Tuesday, August 4, 2009

Making a Difference - Presentation (Paper #4)

It was exciting to shape a YouTube video that introduces the new SOS classroom! In setting out to create this presentation, my first intention was to communicate both the background story of LAUSD school closures and concern for children that fueled the initial creation of the SOS Classroom Project. Using Microsoft PowerPoint, I wanted to capture something of the importance of the SOS website’s focus and rationale in introducing how people can contribute to the site and how kids can easily use it as a Web 2.0 learning resource. Indeed, besides communicating the drama of the story behind the site’s development, my goal was to preview the SOS Classroom’s technology and distinguishing qualities as a learning portal. My goal was to speak to a universal audience of both children and adults.

I strongly felt the presentation should be a kaleidoscope of moods and factual content based upon visuals rather than text. I first wrote my text and then made an album of printed pictures which served as my hard-copy story board in anticipation of posting my content on PowerPoint. I re-wrote the story and arranged the images in a kind of function outline that opened with a “universal statement” to establish the mood, moving on to observations that would serve in getting the audience onto the same emotional page. I began moving the mood through pictures that conveyed sympathy and pathos, moving forward to concern for the problem before formally introducing the site. The text moved on to disclosing information about site’s rationale, making brief statements about distinguishing SOS advantages as well as how the site is being built through on-going postings. The presentation finally moves on to an appeal to kids through animating the Sosie character as a brand image. Ultimately, the PowerPoint moves back to the first “universal statement” frame in a bookend film making technique. Recapping, the PowerPoint starts out as an address to the “world,” speaking to adults and ends by appealing to kids, coming full circle back to the “world.”

I combed the internet for photographs and downloaded music from Germany whose rhythm serves as an engine that drives the pictures forward. It was exciting to put the pieces together, timing the frames and arranging their sequence against the text and beat of the music. As stated, I wanted to tell the SOS Classroom story primarily as a visual display highlighted with sparse but informative text. I wanted to Communicate drama, information, and conclude with cute kid appeal - these were my goals in designing an introduction to the SOS!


AIM OF THE EXERCISE. Counting task for the data below: how many lines hold the word "item"? Answer with the number only.

*** Opening INFORMATION ***

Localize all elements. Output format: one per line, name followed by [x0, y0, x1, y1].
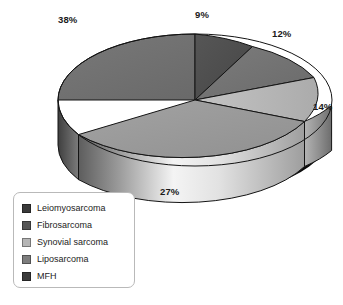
chart-legend: Leiomyosarcoma Fibrosarcoma Synovial sar… [13, 192, 135, 288]
legend-swatch-icon-leiomyosarcoma [22, 204, 31, 213]
pie-chart-figure: 9% 12% 14% 27% 38% Leiomyosarcoma Fibros… [0, 0, 343, 305]
pie-slice-mfh [58, 34, 195, 100]
data-label-mfh: 38% [58, 14, 77, 25]
legend-label-fibrosarcoma: Fibrosarcoma [37, 220, 92, 230]
legend-item-liposarcoma[interactable]: Liposarcoma [22, 251, 130, 267]
legend-item-list: Leiomyosarcoma Fibrosarcoma Synovial sar… [22, 200, 130, 285]
legend-swatch-icon-synovial-sarcoma [22, 238, 31, 247]
legend-label-synovial-sarcoma: Synovial sarcoma [37, 237, 108, 247]
legend-item-mfh[interactable]: MFH [22, 268, 130, 284]
legend-label-liposarcoma: Liposarcoma [37, 254, 89, 264]
legend-label-mfh: MFH [37, 271, 57, 281]
data-label-liposarcoma: 27% [160, 186, 179, 197]
legend-swatch-icon-fibrosarcoma [22, 221, 31, 230]
pie-slice-wall-mfh [58, 100, 79, 180]
data-label-synovial-sarcoma: 14% [313, 101, 332, 112]
legend-label-leiomyosarcoma: Leiomyosarcoma [37, 203, 106, 213]
legend-item-leiomyosarcoma[interactable]: Leiomyosarcoma [22, 200, 130, 216]
legend-swatch-icon-mfh [22, 272, 31, 281]
data-label-fibrosarcoma: 12% [272, 28, 291, 39]
data-label-leiomyosarcoma: 9% [195, 9, 209, 20]
legend-item-synovial-sarcoma[interactable]: Synovial sarcoma [22, 234, 130, 250]
legend-item-fibrosarcoma[interactable]: Fibrosarcoma [22, 217, 130, 233]
legend-swatch-icon-liposarcoma [22, 255, 31, 264]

*** Closing INFORMATION ***

RESULT OF THIS EXERCISE. 6